In response, Trope, the 82-year-old divorce specialist who has argued on behalf of Britney Spears and Cary Grant, tore into Mrs. McCourt's support request, comparing her to Marie Antoinette, the 18th century French monarch. He insinuated that Jamie's lavish spending played a large role in the couple's acrimonious split after 30 years of marriage and scoffed at her request for $10,000 a month to pay a full-time assistant.
He also mocked her stewardship of the couple's four L.A. homes, claiming that she only visits their $27 million compound, which neighbors the Playboy Mansion in the exclusive Holmby Hills neighborhood, to swim in its Olympic-size pool. Moreover, he said, she uses one of the couple's two beachfront Malibu residences merely "to do her laundry."
Trope estimated that Jamie could make nearly $160,000 a month in rental income -- and defray the cost of her legal bills -- if she attempted to lease out the unused properties. "It is a question of prudence," Trope said to Superior Court Commissioner Scott Gordon. "Where are we? This is like 'Alice in Wonderland.' " The final word on spousal support will not be known until well after Opening Day: Both sides have until April 12 to submit supplementary briefs on the matter, after which Commissioner Gordon has 90 days to issue a decision.
The scuffling over payments is just a prelude to the most contentious issue of the divorce: Ownership of the Dodgers. Frank McCourt believes a post-marital agreement signed in 2004, which transferred the couple's residential properties to Jamie and put the Dodgers in his name, makes him the sole owner of the club.
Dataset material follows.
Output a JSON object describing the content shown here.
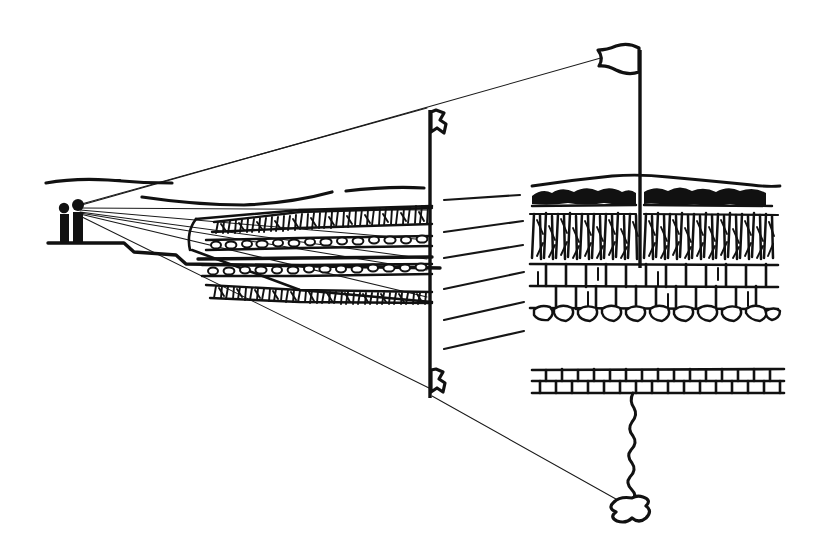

Jamie contends that the agreement was executed unfairly and should be invalidated. In court filings and in Monday's hearing, Jamie's attorneys pointed out that neither spouse expected the agreement to be the defining document in the event of a divorce. Wasser also noted that the Massachusetts lawyer who advised the couple on the agreement was not a family law specialist nor licensed to practice in California.
What neither side debates, however, is that the McCourts utilized the Dodgers as collateral to obtain gargantuan loans from banks, which they then used to purchase multiple homes and fund an extravagant lifestyle. Since purchasing the team for about $400 million in 2004 from Fox, the couple has tapped multiple loans and lines of credit that were tied to the soaring value of club and the 300-plus acres around Dodger Stadium. "These people have lived their life on borrowed money," admitted Trope. "You can't continue to borrow money unless you have a way of paying it back. At some point it has to stop -- the party is over."
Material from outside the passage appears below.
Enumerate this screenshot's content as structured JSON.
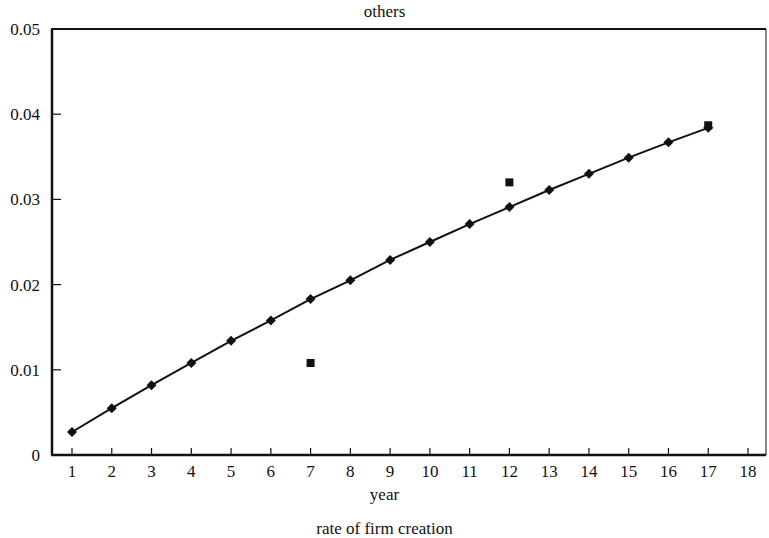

Last year, in an effort to bolster their cash reserves, the couple sought out an additional $125 million in higher-interest "mezzanine financing" from Bank of America. The loan was to be secured by the club's projected attendance revenue in future seasons. The financing effort was scuttled last October because of the "extracurricular" distractions related to the McCourts' divorce, according to deposition testimony from Jeffrey Ingram, Frank McCourt's primary banker.
According to figures agreed to by both sides, the Dodgers actually lost money in 2009, a surprising fact given the extra revenue from the team's postseason run to the National League Championship Series. (The club also did not have to pay a portion of outfielder Manny Ramirez's $20 million salary after he was suspended 50 games for failing a drug test.) The team turned an annual profit from 2004 through 2006, the first three years of the McCourts' ownership, and more or less broke even in 2007 and 2008.
In interviews this offseason, Frank McCourt has insisted that the divorce will have no bearing on the Dodgers' payroll or willingness to spend for players.